Anonymous wrote:Anonymous wrote:Similar dilemma for my kid. Just finished freshman year of college. Accepted a camp job a couple of weeks ago. JUST received an offer for an internship. Fortunately she feels guilty (has a heart), but will be taking the internship. Camp doesn't start for another month, so hopefully the resignation won't put the camp in too big a bind.
The camp has already vetted its staff, done background checks and rejected other applicants; they have set up the assignments with the campers and activites. WTF is wrong with you people?
Anonymous wrote:We had an intern do that, and she burned a bridge with us but I could see it was the right move for her. There won’t be any real long-term cost because that candidate wanted her career to go in a slightly different direction.
Anonymous wrote:Anonymous wrote:Similar dilemma for my kid. Just finished freshman year of college. Accepted a camp job a couple of weeks ago. JUST received an offer for an internship. Fortunately she feels guilty (has a heart), but will be taking the internship. Camp doesn't start for another month, so hopefully the resignation won't put the camp in too big a bind.
The camp has already vetted its staff, done background checks and rejected other applicants; they have set up the assignments with the campers and activites. WTF is wrong with you people?
Anonymous wrote:Similar dilemma for my kid. Just finished freshman year of college. Accepted a camp job a couple of weeks ago. JUST received an offer for an internship. Fortunately she feels guilty (has a heart), but will be taking the internship. Camp doesn't start for another month, so hopefully the resignation won't put the camp in too big a bind.
Anonymous wrote:DD is an incoming senior. She accepted an internship offer at a small company in a field she is not very interested in a couple of weeks ago out of fear of not having anything else. As pure feast or famine fashion has it, she has received three internship offers since then after months of silence and ghosting. She is pretty confident she will get the internship she had an interview for last Thursday. It is for a bigger company and seems more flexible with hours. Most importantly, felt her conversation with the hiring manager was like a mother daughter or friend talk, not a nervous, boss kind of interview that she has experienced with many other hiring managers over the past few months. She is expecting to hear back early this week about the decision for her first choice. If she gets this opportunity, will it look bad to renege on the offer she already accepted. She already has her background check cleared for the company and is just waiting to start the onboarding process this week with HR. Is this foolish and will the company be very mad?
Anonymous wrote:That happened to me way back in 2002. Looking back, the internship I accepted first and kept because my parents urged me to "do the right thing" was a nightmare. I actually left it a month early and had an abusive boss. The internship I had received the offer for later would have been a life-changing one. I still encounter the work of the organization all these years later- it was in its infancy at the time- and wish I could have been part of it.
The lesson I've learned from 20 years of work is that loyalty in the corporate world is not rewarded or remembered.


Aim of the task: Print out the data below in full and exactly, skipping the pictures.
[Opening Records for this exercise section]
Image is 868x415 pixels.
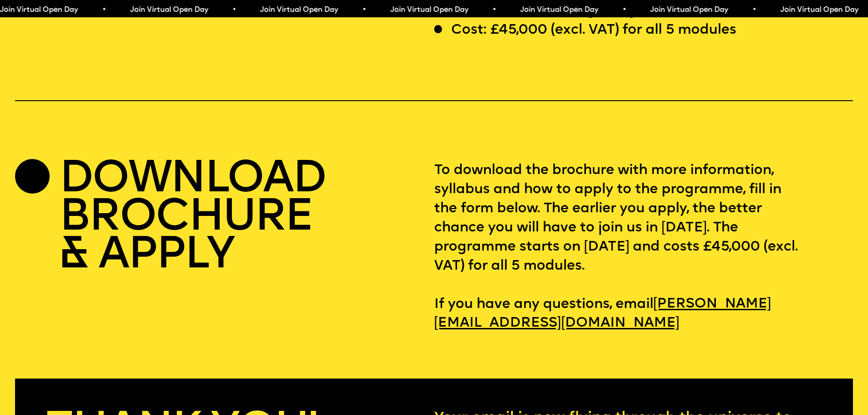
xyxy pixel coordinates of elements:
[451,21,736,40] p: Cost: £45,000 (excl. VAT) for all 5 modules
[492,6,496,14] span: •
[621,6,626,14] span: •
[751,6,756,14] span: •
[362,6,366,14] span: •
[102,6,106,14] span: •
[59,161,325,275] h2: DOWNLOAD BROCHURE & APPLY
[232,6,236,14] span: •
[434,161,852,333] p: To download the brochure with more information, syllabus and how to apply to the programme, fill ...
[434,291,772,336] a: [PERSON_NAME][EMAIL_ADDRESS][DOMAIN_NAME]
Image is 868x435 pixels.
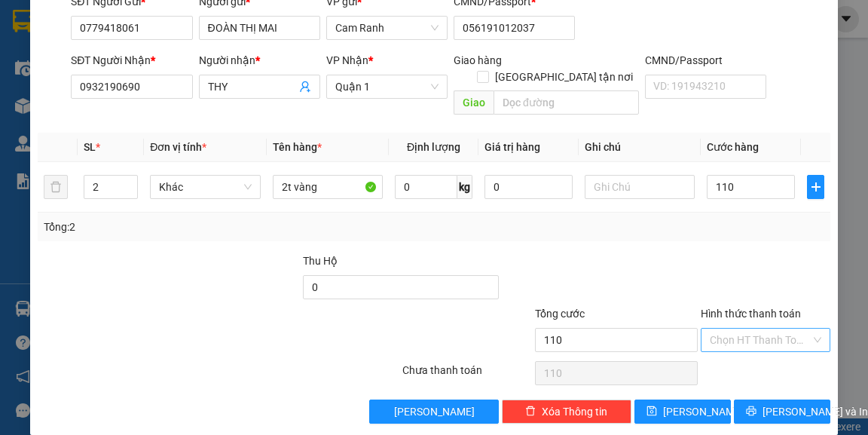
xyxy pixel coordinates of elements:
[502,399,631,423] button: deleteXóa Thông tin
[199,52,320,68] div: Người nhận
[44,219,336,235] div: Tổng: 2
[807,175,824,199] button: plus
[746,405,757,418] span: printer
[335,75,438,98] span: Quận 1
[664,404,744,420] span: [PERSON_NAME]
[535,308,585,319] span: Tổng cước
[126,57,207,69] b: [DOMAIN_NAME]
[701,308,801,319] label: Hình thức thanh toán
[763,404,868,420] span: [PERSON_NAME] và In
[395,404,475,420] span: [PERSON_NAME]
[159,176,252,198] span: Khác
[454,55,502,66] span: Giao hàng
[71,52,192,68] div: SĐT Người Nhận
[19,97,55,168] b: Trà Lan Viên
[494,91,639,115] input: Dọc đường
[326,55,369,66] span: VP Nhận
[273,175,384,199] input: VD: Bàn, Ghế
[454,91,494,115] span: Giao
[808,181,823,193] span: plus
[335,16,438,39] span: Cam Ranh
[525,405,536,418] span: delete
[303,255,338,267] span: Thu Hộ
[83,141,96,153] span: SL
[92,22,149,171] b: Trà Lan Viên - Gửi khách hàng
[369,399,499,423] button: [PERSON_NAME]
[484,141,541,153] span: Giá trị hàng
[647,405,657,418] span: save
[484,175,573,199] input: 0
[407,141,461,153] span: Định lượng
[645,52,767,68] div: CMND/Passport
[150,141,206,153] span: Đơn vị tính
[734,399,830,423] button: printer[PERSON_NAME] và In
[489,68,639,85] span: [GEOGRAPHIC_DATA] tận nơi
[273,141,322,153] span: Tên hàng
[44,175,68,199] button: delete
[585,175,696,199] input: Ghi Chú
[707,141,759,153] span: Cước hàng
[635,399,731,423] button: save[PERSON_NAME]
[299,81,311,92] span: user-add
[163,19,200,55] img: logo.jpg
[542,404,607,420] span: Xóa Thông tin
[578,133,701,162] th: Ghi chú
[457,175,473,199] span: kg
[126,72,207,91] li: (c) 2017
[401,361,534,388] div: Chưa thanh toán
[Closing Records for this exercise section]
Result for this task:
Image is 868x415 pixels.
xyxy pixel coordinates of elements:
[451,21,736,40] p: Cost: £45,000 (excl. VAT) for all 5 modules
[492,6,496,14] span: •
[621,6,626,14] span: •
[751,6,756,14] span: •
[362,6,366,14] span: •
[102,6,106,14] span: •
[59,161,325,275] h2: DOWNLOAD BROCHURE & APPLY
[232,6,236,14] span: •
[434,161,852,333] p: To download the brochure with more information, syllabus and how to apply to the programme, fill ...
[434,291,772,336] a: [PERSON_NAME][EMAIL_ADDRESS][DOMAIN_NAME]
Image is 868x435 pixels.
xyxy pixel coordinates of elements:
[502,399,631,423] button: deleteXóa Thông tin
[199,52,320,68] div: Người nhận
[44,219,336,235] div: Tổng: 2
[807,175,824,199] button: plus
[746,405,757,418] span: printer
[335,75,438,98] span: Quận 1
[664,404,744,420] span: [PERSON_NAME]
[535,308,585,319] span: Tổng cước
[126,57,207,69] b: [DOMAIN_NAME]
[701,308,801,319] label: Hình thức thanh toán
[763,404,868,420] span: [PERSON_NAME] và In
[395,404,475,420] span: [PERSON_NAME]
[159,176,252,198] span: Khác
[454,55,502,66] span: Giao hàng
[71,52,192,68] div: SĐT Người Nhận
[19,97,55,168] b: Trà Lan Viên
[494,91,639,115] input: Dọc đường
[326,55,369,66] span: VP Nhận
[273,175,384,199] input: VD: Bàn, Ghế
[454,91,494,115] span: Giao
[808,181,823,193] span: plus
[335,16,438,39] span: Cam Ranh
[525,405,536,418] span: delete
[303,255,338,267] span: Thu Hộ
[83,141,96,153] span: SL
[92,22,149,171] b: Trà Lan Viên - Gửi khách hàng
[369,399,499,423] button: [PERSON_NAME]
[484,141,541,153] span: Giá trị hàng
[647,405,657,418] span: save
[484,175,573,199] input: 0
[407,141,461,153] span: Định lượng
[645,52,767,68] div: CMND/Passport
[150,141,206,153] span: Đơn vị tính
[734,399,830,423] button: printer[PERSON_NAME] và In
[489,68,639,85] span: [GEOGRAPHIC_DATA] tận nơi
[273,141,322,153] span: Tên hàng
[44,175,68,199] button: delete
[585,175,696,199] input: Ghi Chú
[707,141,759,153] span: Cước hàng
[635,399,731,423] button: save[PERSON_NAME]
[299,81,311,92] span: user-add
[163,19,200,55] img: logo.jpg
[542,404,607,420] span: Xóa Thông tin
[578,133,701,162] th: Ghi chú
[457,175,473,199] span: kg
[126,72,207,91] li: (c) 2017
[401,361,534,388] div: Chưa thanh toán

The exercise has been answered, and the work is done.